Leon C. Megginson once stated, “It is not the strongest of the species that survives, nor the most intelligent. It is the one that is most adaptable to change.” Animal poaching is a horrendous act which, in most cases, results in death, because it is done in order to take valuable assets of the animal, such as its horns or fur, to sell them off. Animals such as rhinos and elephants are at the brink of extinction due to this. However, poaching has not only decreased the population of different animal species, but has also changed the way they breed. Elephants are evolving and it is interesting and disconcerting all at the same time.
What Is The Phenomenon That Is Occurring?
New research shows that poaching has led to an intriguing phenomenon occurring within the elephant population. The stress of the activity is almost forcing elephants to evolve in order to survive. Female elephants are birthing elephants who are naturally tusk less. Historically speaking, only 2-4% of the female elephants in Africa were biologically tusk less. And now one-third of the entire African female elephant population is.
How Widely Is the Phenomenon Occurring?
However, it is important to take the disheartening statistics of how many elephants are now left into account. Just a few decades earlier there used to be over 4000 elephants residing in Gorongosa National Park, Mozambique. Ever since the civil war, there are only 200 adult females left now as Joyce Poole’s research suggests. Joyce Poole is an expert in elephant behaviour who is bringing light to this astounding occurrence. Out of the 200 adult females in Mozambique, 51% of the elephants older than 25 are without tusks. 32% of the elephants that were born after the war are biologically tusk less. This phenomenon is not just occurring in Mozambique, as 98% of the 200 female African elephants found in Addo Elephant National Park are also without tusks. In Tanzania’s Ruaha National Park, there was a heavy amount of poaching done during the 70s and 80s. Josephine Smit, an elephant behaviour researcher who has been tracking these female elephants has noticed that approximately 21% of females that are older than the age of five are born without tusks.
Adapting To Their Environment without Tusks
Of course, the decrease in tusks also means that how elephants fend for themselves has to change. Joyce Poole’s intensive research has proven that elephants are still surviving and healthy even without their tusks. Scientists have observed that with the handicap of tusklessness, elephants are adapting accordingly to their environment. Tusks are useful, besides just being overgrown teeth. They were used in the daily life of elephants in order to dig up water and minerals from the ground, debark trees to get some fibre-laden food and help males in their competition for females. Elephants have been observed to now use their trunks and teeth to strip off bark from trees for food.
Even with the dark history behind them, the evolutionary female African elephants are a reminder of the adaptability and perseverance of nature during the most stressful of times.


◆ TASK PROMPT ◆
From the listing below, pick out each line with the word "group".
===
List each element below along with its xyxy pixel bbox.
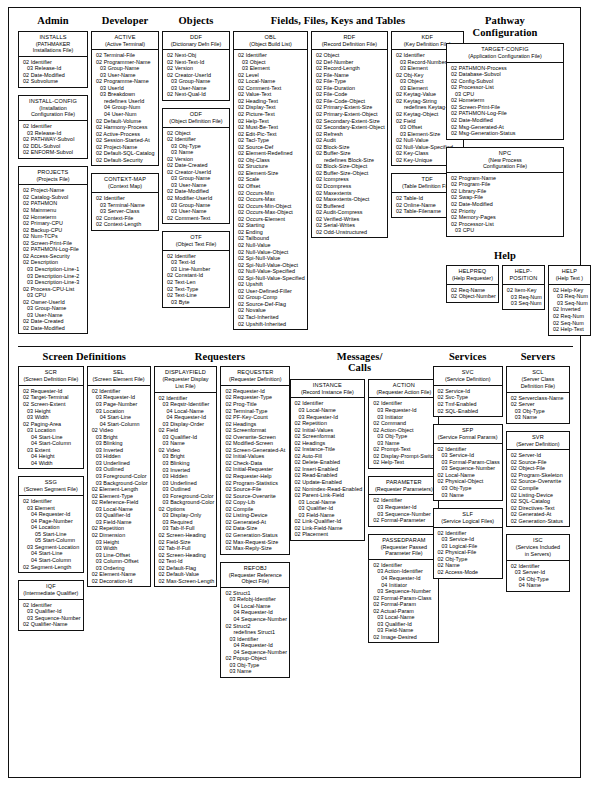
entity-field: 02 Context-Length	[95, 221, 156, 228]
entity-box-header: SEL(Screen Element File)	[88, 367, 150, 386]
entity-name: OTF	[165, 234, 227, 241]
group-messages-calls: Messages/CallsINSTANCE(Record Instance F…	[290, 351, 430, 651]
entity-field: 02 Formal-Parameter	[372, 517, 436, 524]
entity-field: 02 Msg-Generation-Status	[450, 130, 561, 137]
entity-description: (Server Definition)	[509, 441, 567, 448]
entity-box-header: DISPLAYFIELD(Requester DisplayList File)	[155, 367, 217, 392]
entity-box: SLF(Service Logical Files)02 Identifier0…	[433, 508, 503, 578]
entity-box: IQF(Intermediate Qualifier)02 Identifier…	[18, 580, 84, 631]
entity-field: 03 Req-Num	[552, 293, 588, 300]
entity-name: HELP	[551, 268, 588, 275]
entity-box-header: SCR(Screen Definition File)	[19, 367, 83, 386]
entity-field: 03 Name	[224, 668, 287, 675]
entity-description: Configuration File)	[21, 111, 85, 118]
entity-field-list: 02 Identifier03 Service-Id03 Formal-Para…	[434, 444, 502, 500]
entity-box-header: TARGET-CONFIG(Application Configuration …	[447, 44, 563, 63]
entity-field-list: 02 Identifier03 Action-Identifier04 Requ…	[369, 560, 438, 643]
entity-name: SLF	[436, 511, 500, 518]
entity-field: 02 Default-SQL-Catalog	[95, 150, 156, 157]
entity-description: (Requester Passed	[371, 544, 436, 551]
entity-description: (Requester Action File)	[371, 389, 436, 396]
entity-name: PARAMETER	[371, 479, 436, 486]
entity-box: OBL(Object Build List)02 Identifier03 Ob…	[233, 31, 308, 331]
entity-field-list: 02 Identifier03 Terminal-Name03 Server-C…	[92, 193, 158, 230]
entity-field: 02 Image-Desired	[372, 634, 436, 641]
entity-box: SVC(Service Definition)02 Service-Id02 S…	[433, 366, 503, 417]
entity-box: SSG(Screen Segment File)02 Identifier03 …	[18, 476, 84, 573]
entity-field-list: 02 Identifier03 Element04 Requester-Id04…	[19, 496, 83, 572]
entity-box: ACTIVE(Active Terminal)02 Terminal-File0…	[91, 31, 159, 167]
entity-field-list: 02 Project-Name02 Catalog-Subvol02 PATHM…	[19, 185, 87, 333]
entity-box-header: HELP(Help Text )	[549, 266, 590, 285]
entity-box: SVR(Server Definition)02 Server-Id02 Sou…	[506, 431, 570, 528]
entity-field-list: 02 Identifier03 Requester-Id03 Initiator…	[369, 398, 438, 467]
entity-box: HELP-POSITION02 Item-Key03 Req-Num03 Seq…	[502, 265, 545, 310]
entity-field: 02 Programme-Name	[95, 78, 156, 85]
entity-description: (Services Included	[509, 544, 567, 551]
entity-field: 03 Description-Line-3	[22, 279, 85, 286]
entity-name: RDF	[314, 34, 385, 41]
entity-description: (Object Definition File)	[165, 118, 227, 125]
entity-name: HELP-POSITION	[505, 268, 542, 282]
entity-field: 04 Name	[510, 582, 567, 589]
entity-field: 02 Next-Qual-Id	[166, 91, 227, 98]
entity-box-header: INSTANCE(Record Instance File)	[291, 380, 365, 399]
entity-box: PASSEDPARAM(Requester PassedParameter Fi…	[368, 534, 439, 644]
entity-name: PASSEDPARAM	[371, 537, 436, 544]
entity-box: SFP(Service Formal Params)02 Identifier0…	[433, 424, 503, 501]
group-requesters: RequestersDISPLAYFIELD(Requester Display…	[154, 351, 287, 685]
entity-box-header: CONTEXT-MAP(Context Map)	[92, 174, 158, 193]
entity-box: INSTALL-CONFIG(InstallationConfiguration…	[18, 95, 88, 159]
entity-description: (Requester Parameters)	[371, 486, 436, 493]
entity-box: REQUESTER(Requester Definition)02 Reques…	[220, 366, 290, 554]
entity-name: IQF	[21, 583, 81, 590]
entity-box-header: RDF(Record Definition File)	[312, 32, 387, 51]
group-title: Screen Definitions	[18, 351, 151, 363]
entity-field: 03 Name	[437, 492, 500, 499]
entity-field: 02 Segment-Length	[22, 564, 81, 571]
group-objects: ObjectsDDF(Dictionary Defn File)02 Next-…	[162, 15, 230, 315]
entity-box: CONTEXT-MAP(Context Map)02 Identifier03 …	[91, 173, 159, 230]
group-subcolumns: INSTANCE(Record Instance File)02 Identif…	[290, 379, 430, 651]
entity-name: PROJECTS	[21, 169, 85, 176]
group-title: PathwayConfiguration	[446, 15, 564, 39]
entity-field-list: 02 Server-Id02 Source-File02 Object-File…	[507, 450, 569, 526]
entity-description: List File)	[157, 383, 215, 390]
entity-field-list: 02 Identifier03 Object03 Element02 Level…	[234, 50, 307, 329]
entity-box-header: OTF(Object Text File)	[163, 232, 229, 251]
entity-description: (Service Logical Files)	[436, 518, 500, 525]
group-pathway: PathwayConfigurationTARGET-CONFIG(Applic…	[446, 15, 564, 343]
entity-field-list: 02 Next-Obj02 Next-Text-Id02 Version02 C…	[163, 50, 229, 100]
entity-box: PROJECTS(Projects File)02 Project-Name02…	[18, 166, 88, 335]
group-title: Help	[446, 250, 564, 262]
entity-description: (Dictionary Defn File)	[165, 41, 227, 48]
subcolumn: SEL(Screen Element File)02 Identifier03 …	[87, 366, 151, 638]
entity-description: Parameter File)	[371, 550, 436, 557]
entity-description: Object File)	[223, 578, 287, 585]
entity-field-list: 02 Identifier03 Reqstr-Identifier04 Loca…	[155, 393, 217, 587]
entity-box: DDF(Dictionary Defn File)02 Next-Obj02 N…	[162, 31, 230, 101]
subcolumn: HELPREQ(Help Requester)02 Req-Name02 Obj…	[446, 265, 499, 342]
entity-description: (Context Map)	[94, 183, 156, 190]
entity-box-header: INSTALL-CONFIG(InstallationConfiguration…	[19, 96, 87, 121]
entity-box: INSTANCE(Record Instance File)02 Identif…	[290, 379, 366, 541]
group-subcolumns: SVC(Service Definition)02 Service-Id02 S…	[433, 366, 503, 585]
entity-description: (Requester Display	[157, 376, 215, 383]
entity-description: (Help Text )	[551, 275, 588, 282]
entity-box: RDF(Record Definition File)02 Object02 D…	[311, 31, 388, 239]
entity-box-header: SLF(Service Logical Files)	[434, 509, 502, 528]
entity-box-header: IQF(Intermediate Qualifier)	[19, 581, 83, 600]
entity-box: SCL(Server ClassDefinition File)02 Serve…	[506, 366, 570, 423]
entity-field: 02 SQL-Enabled	[437, 408, 500, 415]
entity-box-header: REFOBJ(Requester ReferenceObject File)	[221, 563, 289, 588]
entity-description: Definition File)	[509, 383, 567, 390]
entity-field-list: 02 Identifier03 Server-Id04 Obj-Type04 N…	[507, 561, 569, 591]
entity-field: 04 Sequence-Number	[224, 616, 287, 623]
subcolumn: RDF(Record Definition File)02 Object02 D…	[311, 31, 388, 338]
entity-field: 02 Date-Modified	[22, 325, 85, 332]
entity-box: INSTALLS(PATHMAKERInstallations File)02 …	[18, 31, 88, 88]
entity-box: ISC(Services Includedin Servers)02 Ident…	[506, 534, 570, 591]
entity-description: (Application Configuration File)	[449, 53, 561, 60]
entity-field: 02 Null-Value-Specified	[237, 268, 305, 275]
entity-box-header: INSTALLS(PATHMAKERInstallations File)	[19, 32, 87, 57]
===
◆ SOLUTION FOR THIS PROBLEM ◆
group-messages-calls: Messages/CallsINSTANCE(Record Instance F…	[290, 351, 430, 651]
group-requesters: RequestersDISPLAYFIELD(Requester Display…	[154, 351, 287, 685]
group-title: Screen Definitions	[18, 351, 151, 363]
group-objects: ObjectsDDF(Dictionary Defn File)02 Next-…	[162, 15, 230, 315]
group-subcolumns: INSTANCE(Record Instance File)02 Identif…	[290, 379, 430, 651]
group-title: PathwayConfiguration	[446, 15, 564, 39]
group-pathway: PathwayConfigurationTARGET-CONFIG(Applic…	[446, 15, 564, 343]
group-title: Help	[446, 250, 564, 262]
group-subcolumns: SVC(Service Definition)02 Service-Id02 S…	[433, 366, 503, 585]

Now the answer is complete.